Nothing Lasts Forever

UA astronomer Chris Impey ponders the end of the universe in an entertaining, fascinating way

Astronomers used to think that at some point down the road, our expanding universe would possibly grind to a halt due to gravity's possessive ways, and undergo a colossal cave-in, crushing all matter like a cosmic trash compactor.

These days, there aren't quite as many proponents of the Big Crunch hypothesis, because it appears the universe does not have enough matter to trigger such a collapse.

However, in How It Ends: From You to the Universe, UA astronomy professor Chris Impey tells us that while the universe may dodge gravity's bullet, its eons are definitely numbered. Dark energy, he says, may be the force that will eventually do it in.

According to Impey, dark energy, while still largely theoretical, appears to be an elemental component of space that began flexing its muscles about 5 billion years ago. Scientists believe dark energy makes up about three-quarters of the universe and behaves like anti-gravity, speeding up the universe's expansion. It also seems to increase in volume and might as space expands—and in roughly 20 billion years, it may gather enough power to completely decimate the universe, shredding matter and ripping apart everything from galaxies to atoms.

Impey writes that we don't have enough information to know for sure what kind of eschatological mischief dark energy will get into. It's just as likely, he says, that Armageddon will be a much-less rambunctious affair—thanks to good old-fashioned entropy.

"In a time," Impey writes, "that's as long compared to a trillion years as a trillion years is to a billion billionth of a second ... protons have decayed, stars have dissipated, and black holes have evaporated ... (and) our patch of the accelerating universe has disintegrated under cover of darkness into a uniform soup of particles and photons."

These bleak scenarios conclude a book of endings that bear witness to the existential fact that nothing lasts forever. Of course, that doesn't sound like very cheerful reading, but for a book so steeped in death and cosmic annihilation, How It Ends is remarkably upbeat, and imbued with wit, wisdom and a palpable sense of awe over our universe.

Impey writes that rather than being just a reservoir of facts, science is actually an extended web of stories that helps us bring organization and coherence to our existence. All stories, he notes, require endings, even if, as is the case with certain scientific narratives, some of them are speculative.

"Scientists," he writes, "steer toward the boundary between what they know and what they don't know because that's where the excitement is."

There's certainly an ample supply of exciting and delightfully eclectic stories in this volume. (It's doubtful that you'll ever again encounter a book that discusses both the multiverse—string theory's hypothetical, poly-dimensional universe—and Cheeta, or a chimp purported to be Cheeta, Johnny Weismuller's simian co-star, who now lives in Palm Springs, painting and watching movies.) In fact, this book is so densely packed with data that readers may feel as if they've perused several texts.

I came away with my brain absolutely fizzing over such diverse and fascinating topics as Milkomeda, a teeming mosh pit of stars assembled from the projected merger of the Andromeda galaxy and the Milky Way; Gaia, James Lovelock's living-earth hypothesis; the shadow biosphere, a theory which suggests that Earth may be inhabited by life forms so far removed from our present definitions of life as to be unrecognizable; and terraforming, the extraordinarily complex operation of turning a dead planet such as Mars into a habitable human refuge.

Of course, terraforming and other plans to colonize the cosmos are motivated not only by mankind's curiosity and sense of adventure, but also by its implacable survival instinct. Impey investigates some of the more earthbound manifestations of this impulse, including cryonics, the slightly creepy process of freezing the dead in hopes that science can someday resurrect them, and transhumanism, a movement advocating using technology to turn people into quasi-machines, "as if you'd been merged with your fantasy sports car."

Impey writes that consciousness is both a curse and a blessing. The always-lurking awareness of our inevitable demise is, for many of us, an unending source of dismay. However, from Impey's point of view, curtain calls pale in significance when compared to our remarkable road trip through life.

"In this universe full of magical moments," he says, "it doesn't matter what happens in the end."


** TASK OBJECTIVE **
Retype the data that follows exactly. No pictures belong in the copy.

Segment Start: DATA FOR ANALYSIS

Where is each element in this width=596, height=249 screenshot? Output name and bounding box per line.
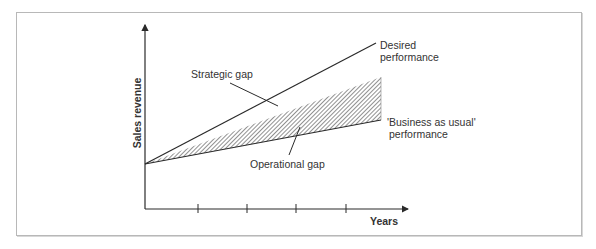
- strategic-gap-label: Strategic gap: [191, 68, 253, 80]
- strategic-gap-leader: [230, 83, 278, 106]
- operational-gap-label: Operational gap: [250, 158, 325, 170]
- operational-gap-region: [145, 77, 381, 164]
- gap-analysis-diagram: Strategic gap Operational gap Desired pe…: [0, 0, 596, 249]
- bau-label-line1: 'Business as usual': [387, 116, 476, 128]
- bau-label-line2: performance: [389, 128, 448, 140]
- y-axis-label: Sales revenue: [131, 78, 143, 149]
- desired-performance-label-line1: Desired: [380, 39, 416, 51]
- x-axis-label: Years: [370, 215, 398, 227]
- desired-performance-label-line2: performance: [380, 51, 439, 63]
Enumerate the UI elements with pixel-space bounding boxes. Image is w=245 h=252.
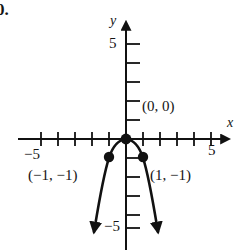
y-axis-label: y [110, 14, 116, 28]
coordinate-plane [0, 0, 245, 252]
point-label-right: (1, −1) [150, 168, 191, 183]
x-axis-tick-label-5: 5 [208, 143, 216, 158]
parabola-figure: 0. y x 5 −5 −5 5 (0, 0) (−1, −1) (1, −1) [0, 0, 245, 252]
point-label-left: (−1, −1) [28, 168, 77, 183]
x-axis-label: x [227, 116, 233, 130]
plot-point-left [104, 152, 114, 162]
plot-point-vertex [121, 134, 132, 145]
plot-point-right [138, 152, 148, 162]
y-axis-tick-label-neg5: −5 [104, 219, 120, 234]
point-label-origin: (0, 0) [142, 99, 175, 114]
x-axis-tick-label-neg5: −5 [24, 147, 40, 162]
problem-number: 0. [0, 1, 9, 18]
y-axis-tick-label-5: 5 [109, 36, 117, 51]
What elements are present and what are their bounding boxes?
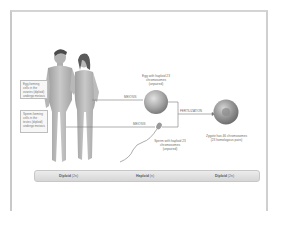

Segment End: DATA FOR ANALYSIS

** SOLUTION **
Where is each element in this width=596, height=249 screenshot? Output name and bounding box per line.
- strategic-gap-label: Strategic gap: [191, 68, 253, 80]
- strategic-gap-leader: [230, 83, 278, 106]
- operational-gap-label: Operational gap: [250, 158, 325, 170]
- operational-gap-region: [145, 77, 381, 164]
- gap-analysis-diagram: Strategic gap Operational gap Desired pe…: [0, 0, 596, 249]
- bau-label-line1: 'Business as usual': [387, 116, 476, 128]
- bau-label-line2: performance: [389, 128, 448, 140]
- y-axis-label: Sales revenue: [131, 78, 143, 149]
- desired-performance-label-line1: Desired: [380, 39, 416, 51]
- x-axis-label: Years: [370, 215, 398, 227]
- desired-performance-label-line2: performance: [380, 51, 439, 63]
Enumerate the UI elements with pixel-space bounding boxes. Image is w=245 h=252.
y-axis-label: y [110, 14, 116, 28]
coordinate-plane [0, 0, 245, 252]
point-label-right: (1, −1) [150, 168, 191, 183]
x-axis-tick-label-5: 5 [208, 143, 216, 158]
parabola-figure: 0. y x 5 −5 −5 5 (0, 0) (−1, −1) (1, −1) [0, 0, 245, 252]
point-label-left: (−1, −1) [28, 168, 77, 183]
x-axis-label: x [227, 116, 233, 130]
plot-point-left [104, 152, 114, 162]
plot-point-vertex [121, 134, 132, 145]
plot-point-right [138, 152, 148, 162]
y-axis-tick-label-neg5: −5 [104, 219, 120, 234]
point-label-origin: (0, 0) [142, 99, 175, 114]
x-axis-tick-label-neg5: −5 [24, 147, 40, 162]
problem-number: 0. [0, 1, 9, 18]
y-axis-tick-label-5: 5 [109, 36, 117, 51]
What elements are present and what are their bounding boxes?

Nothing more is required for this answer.